During sperm maturation, Ca2+ progressively rises in some species (Baldi et al., 1991), leading to hyperactivated motility and spontaneous acrosomal reaction. Seminal plasma factors and other factors present in the female fluids in vivo or added to the capacitating media (Yanagimachi, 1994) can regulate Ca2+ and sperm capacitation (Okamura et al., 1990). The role of internal Ca2+ stores in capacitation is not yet understood. Calreticulin, a Ca2+-binding protein (Nakamura et al., 1993) has been detected in the acrosome of several mammalian species, indicating that Ca2+ may be stored and released from this organelle. Compounds that favor Ca2+ release from internal stores, like thapsigargin, appear to accelerate this process (Mendoza and Tesarik, 1993). It is possible to assume that the toxin-induced testis deformation (Fig. 1), at least in part, is the result of the CVF-mediated decrease in calcium concentration (Tables 1, 2 and Fig. 2). It has been reported that heparin, which is required for bovine sperm in vitro capacitation, regulates Ca2+ by modulating voltage-dependent Ca2+ channels, possibly through binding to specific plasma membrane receptors (Parrish et al., 1989). The gene encoding a receptor for PLA2 has been cloned from cow (Ishizaki et al., 1994), rabbit (Lambeau et al., 1994) and human (Ancian et al., 1995). The PLA2 receptor has also been implicated in the induction of group IIA PLA2 mRNA transcription by the group IB pancreatic enzyme in rat mesangial cells (Kishino et al., 1994). Perhaps, the PLA2 receptor also mediates cross talk between additional; 14-kDa PLA2s in a cell type-or species-specific manner (Darszon et al., 1999).

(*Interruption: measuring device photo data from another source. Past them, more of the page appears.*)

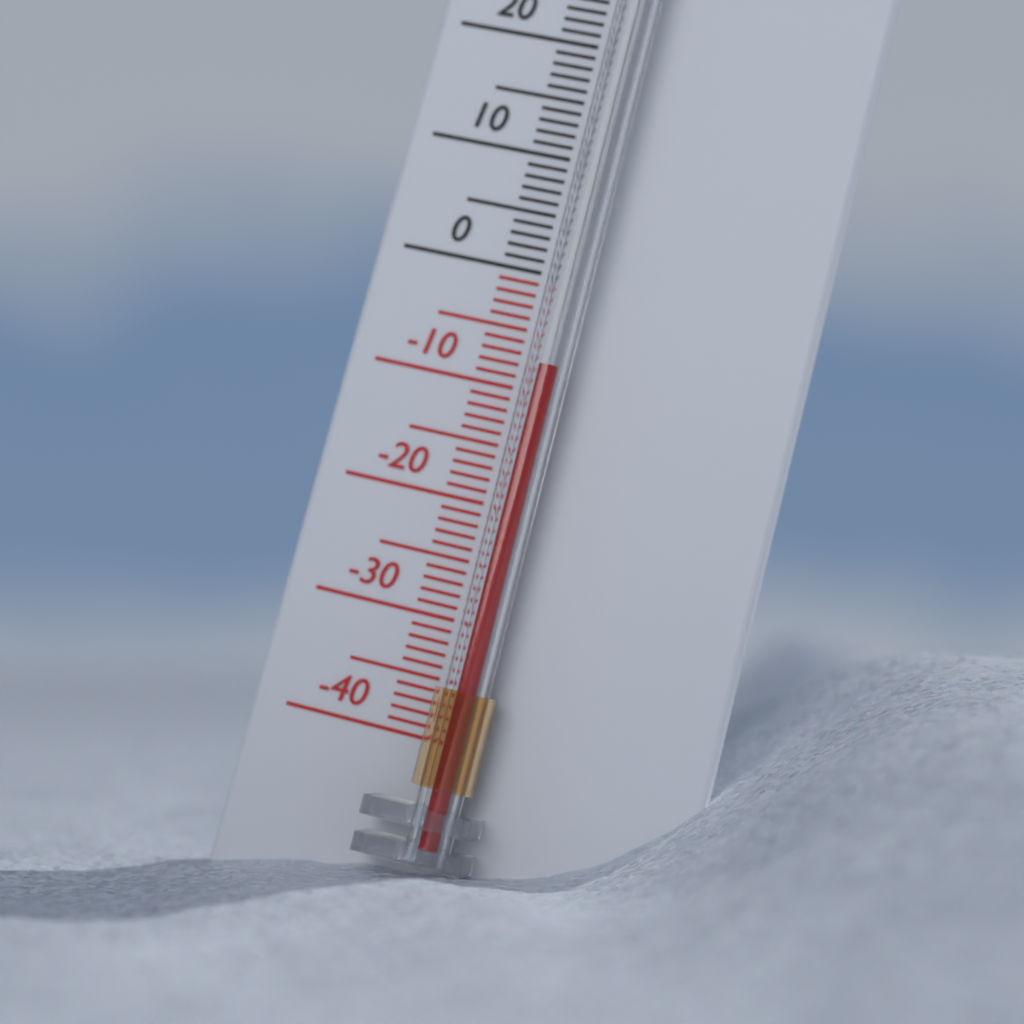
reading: -8 °C
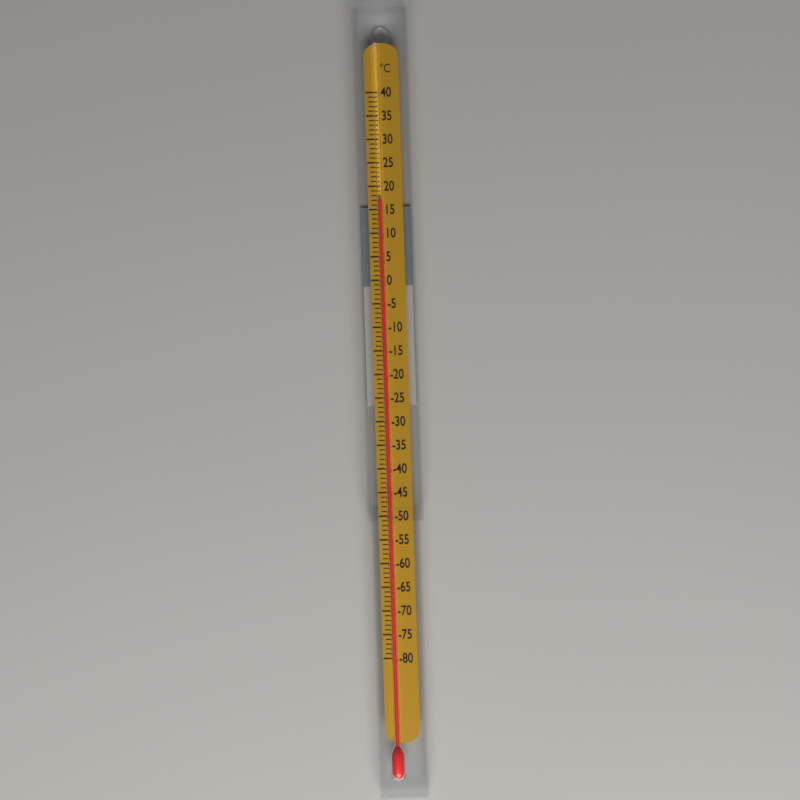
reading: 17 °C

The lipid content of membranes may modulate their fluidity and ion channel activity (Lundbaek et al., 1996). Bovine serum albumin-scavenging of cholesterol during capacitation is thought to change the membrane fluidity and the permeability to Ca2+. Protein phosphorylation during mouse (Visconti et al., 1995), bovine (Galantino-Hommer et al., 1997) and human sperm capacitation (Baldi et al., 1996) are modulated by Ca2+. Hyperactivation and phosphorylation of several proteins by tyrosine kinase follow the increase in cAMP (Boatman and Robbins, 1991). The increase in cAMP activates a protein kinase (A), which in turn stimulates tyrosine kinases, which finally phosphorylate a set of proteins important for capacitation (Visconti and Kopf, 1998). The reduced level of phosphorus associated with CVF administration, shown in this study is possibly one of the factors that mediate the toxin-induced malformation in testis. This effect is accomplished through the depletion of phosphorylated intracellular regulators particularly cAMP, a major intracellular second messenger for many physiological adjustments.

ACKNOWLEDGMENTS

The author is grateful to Prof. Dr. Zeinab El-Feki (Alexandria University) for her insightful tips and proofreading the manuscript. The author also thanks Ms. Huda Ateek (U.A.E. University) for her valuable assistance analyzing some of the results.